From Rain Taxi Review of Books:
In taking up the latest in a given author’s sequence of novels, I am too often instructed by jacket copy that the book in my hands may be thoroughly enjoyed entirely on its own. It isn’t true, nor should it be. Time is real in every direction, and as Robert Creeley was beautifully inclined to say, “I want to take the whole trip.”
If there is any trip sublimely worth the taking in contemporary fiction, it is Gerard Woodward’s three novel sequence — August, I’ll Go to Bed at Noon, A Curious Earth — concerning the catastrophes, the outrages, the angelic goofiness and visionary transfigurations of Aldous and Colette Jones and family. On the day I finished my first reading of August, I sent out a blizzard of e-mails and postcards to friends and acquaintances announcing that we now had, over in England, a novelist writing prose the way William Blake would be writing it if he owned a bicycle. (August opens with an Englishman’s bicycle accident in Wales; Aldous literally tumbles out of 1950’s London and into the pastoral — a dairy farmer’s field, or perhaps a Samuel Palmer painting, which soon becomes his family’s annual campsite and second home.) Having just completed my first reading of A Curious Earth, I can, with the deepest conviction, avow what Blake avowed in his letter to Thomas Butts, 22nd November 1802: “My enthusiasm is still what it was, only enlarged and confirmed.”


Action item -> For the word "STATEMENT", work out how many lines in the records below contain it and state that count alone.

Entries shown ->
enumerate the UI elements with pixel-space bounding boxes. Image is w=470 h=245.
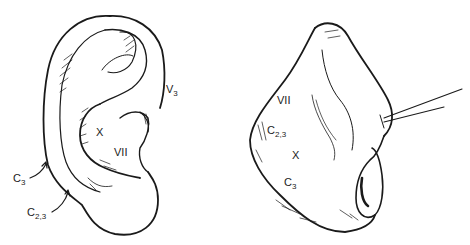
nose-label-c3: C3 [284,177,296,191]
ear-label-vii: VII [114,147,127,158]
nose-label-c23: C2,3 [267,125,286,139]
nose-illustration [0,0,470,245]
anatomy-figure: V3 X VII C3 C2,3 VII C2,3 X C3 [0,0,470,245]
ear-label-x: X [96,127,103,138]
ear-label-c3: C3 [13,173,25,187]
ear-label-c23: C2,3 [27,207,46,221]
nose-label-x: X [292,150,299,161]
nose-label-vii: VII [277,95,290,106]
ear-label-v3: V3 [166,84,178,98]
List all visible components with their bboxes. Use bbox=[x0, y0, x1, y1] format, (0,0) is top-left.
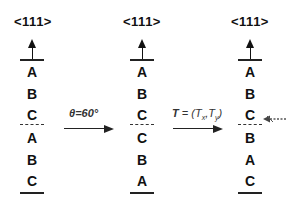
bottom-boundary-line bbox=[130, 192, 154, 194]
layer: C bbox=[22, 174, 42, 188]
direction-label: <111> bbox=[8, 14, 58, 29]
arrow-right-icon bbox=[104, 125, 114, 133]
arrow-shaft bbox=[142, 46, 144, 60]
layer: C bbox=[132, 131, 152, 145]
arrow-right-icon bbox=[213, 125, 223, 133]
top-boundary-line bbox=[20, 59, 44, 61]
layer: A bbox=[240, 65, 260, 79]
layer: A bbox=[132, 174, 152, 188]
arrow-shaft bbox=[32, 46, 34, 60]
translation-label: T = (Tx,Ty) bbox=[172, 107, 222, 121]
direction-label: <111> bbox=[225, 14, 275, 29]
top-boundary-line bbox=[238, 59, 262, 61]
layer: A bbox=[22, 65, 42, 79]
layer: C bbox=[240, 108, 260, 122]
layer: B bbox=[22, 153, 42, 167]
layer: A bbox=[240, 153, 260, 167]
rotation-label: θ=60° bbox=[69, 107, 98, 119]
layer: B bbox=[132, 87, 152, 101]
bottom-boundary-line bbox=[20, 192, 44, 194]
layer: A bbox=[22, 131, 42, 145]
top-boundary-line bbox=[130, 59, 154, 61]
layer: B bbox=[132, 153, 152, 167]
layer: C bbox=[240, 174, 260, 188]
layer: B bbox=[22, 87, 42, 101]
fault-plane-line bbox=[20, 124, 44, 125]
arrow-shaft bbox=[250, 46, 252, 60]
layer: C bbox=[22, 108, 42, 122]
layer: C bbox=[132, 108, 152, 122]
transform-arrow-shaft bbox=[173, 128, 214, 129]
layer: A bbox=[132, 65, 152, 79]
layer: B bbox=[240, 131, 260, 145]
direction-label: <111> bbox=[117, 14, 167, 29]
bottom-boundary-line bbox=[238, 192, 262, 194]
dashed-left-arrow-icon bbox=[263, 110, 287, 120]
transform-arrow-shaft bbox=[64, 128, 105, 129]
fault-plane-line bbox=[130, 124, 154, 125]
fault-plane-line bbox=[238, 124, 262, 125]
layer: B bbox=[240, 87, 260, 101]
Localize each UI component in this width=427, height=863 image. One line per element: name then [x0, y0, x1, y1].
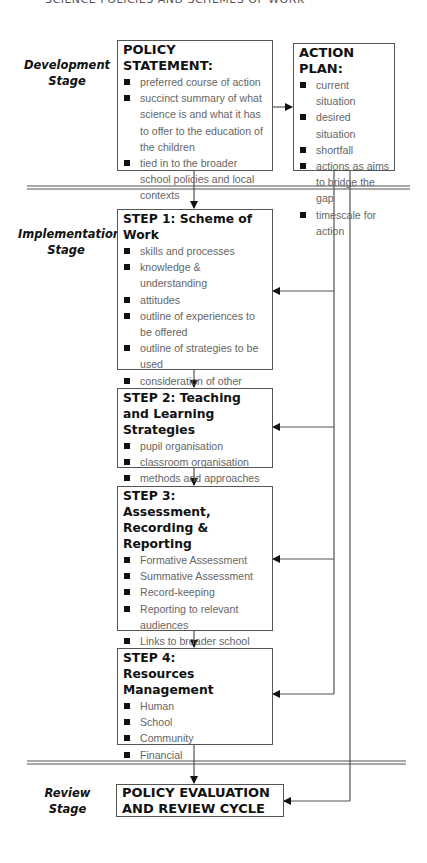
step-3-box: STEP 3: Assessment, Recording & Reportin…: [117, 486, 273, 631]
list-item-text: pupil organisation: [140, 440, 223, 452]
square-bullet-icon: [124, 443, 130, 449]
list-item: School: [123, 714, 267, 730]
list-item-text: preferred course of action: [140, 76, 261, 88]
square-bullet-icon: [124, 735, 130, 741]
list-item: actions as aims to bridge the gap: [299, 158, 389, 207]
list-item-text: succinct summary of what science is and …: [140, 92, 263, 153]
list-item: Community: [123, 730, 267, 746]
square-bullet-icon: [124, 475, 130, 481]
stage-label-review: Review Stage: [30, 785, 105, 817]
list-item: skills and processes: [123, 243, 267, 259]
action-plan-box: ACTION PLAN: current situation desired s…: [293, 43, 395, 171]
square-bullet-icon: [124, 752, 130, 758]
list-item: Formative Assessment: [123, 552, 267, 568]
list-item-text: Reporting to relevant audiences: [140, 603, 238, 631]
list-item-text: Human: [140, 700, 174, 712]
list-item: Human: [123, 698, 267, 714]
step-1-list: skills and processes knowledge & underst…: [123, 243, 267, 405]
square-bullet-icon: [300, 212, 306, 218]
list-item: current situation: [299, 77, 389, 109]
list-item-text: timescale for action: [316, 209, 376, 237]
list-item-text: Record-keeping: [140, 586, 215, 598]
list-item-text: methods and approaches: [140, 472, 260, 484]
list-item: outline of experiences to be offered: [123, 308, 267, 340]
square-bullet-icon: [124, 606, 130, 612]
list-item: Reporting to relevant audiences: [123, 601, 267, 633]
list-item: classroom organisation: [123, 454, 267, 470]
stage-label-line: Stage: [22, 73, 112, 89]
list-item: methods and approaches: [123, 470, 267, 486]
policy-evaluation-review-box: POLICY EVALUATION AND REVIEW CYCLE: [116, 784, 284, 817]
list-item-text: Summative Assessment: [140, 570, 253, 582]
list-item-text: Community: [140, 732, 194, 744]
square-bullet-icon: [300, 114, 306, 120]
list-item: tied in to the broader school policies a…: [123, 155, 267, 204]
list-item-text: knowledge & understanding: [140, 261, 207, 289]
policy-statement-title: POLICY STATEMENT:: [123, 42, 267, 74]
list-item: pupil organisation: [123, 438, 267, 454]
list-item: preferred course of action: [123, 74, 267, 90]
stage-label-line: Development: [22, 57, 112, 73]
list-item: outline of strategies to be used: [123, 340, 267, 372]
list-item: timescale for action: [299, 207, 389, 239]
square-bullet-icon: [124, 95, 130, 101]
list-item: shortfall: [299, 142, 389, 158]
square-bullet-icon: [124, 345, 130, 351]
list-item-text: outline of strategies to be used: [140, 342, 258, 370]
list-item: Summative Assessment: [123, 568, 267, 584]
square-bullet-icon: [300, 163, 306, 169]
action-plan-title: ACTION PLAN:: [299, 45, 389, 77]
step-4-title: STEP 4: Resources Management: [123, 650, 233, 698]
list-item: desired situation: [299, 109, 389, 141]
stage-label-implementation: Implementation Stage: [18, 226, 114, 258]
step-1-box: STEP 1: Scheme of Work skills and proces…: [117, 209, 273, 370]
list-item-text: desired situation: [316, 111, 355, 139]
list-item: Record-keeping: [123, 584, 267, 600]
list-item-text: Formative Assessment: [140, 554, 247, 566]
stage-label-line: Implementation: [18, 226, 114, 242]
list-item: attitudes: [123, 292, 267, 308]
list-item-text: shortfall: [316, 144, 353, 156]
square-bullet-icon: [300, 82, 306, 88]
square-bullet-icon: [124, 264, 130, 270]
square-bullet-icon: [124, 703, 130, 709]
step-1-title: STEP 1: Scheme of Work: [123, 211, 267, 243]
square-bullet-icon: [300, 147, 306, 153]
stage-label-line: Stage: [18, 242, 114, 258]
step-2-box: STEP 2: Teaching and Learning Strategies…: [117, 388, 273, 468]
square-bullet-icon: [124, 589, 130, 595]
step-4-box: STEP 4: Resources Management Human Schoo…: [117, 648, 273, 745]
list-item-text: current situation: [316, 79, 355, 107]
step-2-title: STEP 2: Teaching and Learning Strategies: [123, 390, 243, 438]
square-bullet-icon: [124, 719, 130, 725]
stage-label-development: Development Stage: [22, 57, 112, 89]
list-item: succinct summary of what science is and …: [123, 90, 267, 155]
running-header: SCIENCE POLICIES AND SCHEMES OF WORK: [45, 0, 305, 6]
square-bullet-icon: [124, 573, 130, 579]
action-plan-list: current situation desired situation shor…: [299, 77, 389, 239]
list-item-text: actions as aims to bridge the gap: [316, 160, 389, 204]
step-4-list: Human School Community Financial: [123, 698, 267, 763]
square-bullet-icon: [124, 378, 130, 384]
list-item-text: School: [140, 716, 172, 728]
square-bullet-icon: [124, 160, 130, 166]
list-item-text: outline of experiences to be offered: [140, 310, 255, 338]
review-box-title: POLICY EVALUATION AND REVIEW CYCLE: [122, 785, 282, 817]
list-item-text: classroom organisation: [140, 456, 249, 468]
list-item: knowledge & understanding: [123, 259, 267, 291]
step-2-list: pupil organisation classroom organisatio…: [123, 438, 267, 487]
square-bullet-icon: [124, 248, 130, 254]
list-item-text: attitudes: [140, 294, 180, 306]
square-bullet-icon: [124, 638, 130, 644]
square-bullet-icon: [124, 313, 130, 319]
list-item: Financial: [123, 747, 267, 763]
list-item-text: skills and processes: [140, 245, 235, 257]
list-item-text: Financial: [140, 749, 182, 761]
stage-label-line: Review: [30, 785, 105, 801]
stage-label-line: Stage: [30, 801, 105, 817]
square-bullet-icon: [124, 557, 130, 563]
step-3-title: STEP 3: Assessment, Recording & Reportin…: [123, 488, 253, 552]
square-bullet-icon: [124, 459, 130, 465]
policy-statement-box: POLICY STATEMENT: preferred course of ac…: [117, 40, 273, 171]
square-bullet-icon: [124, 297, 130, 303]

Problem solution -> 2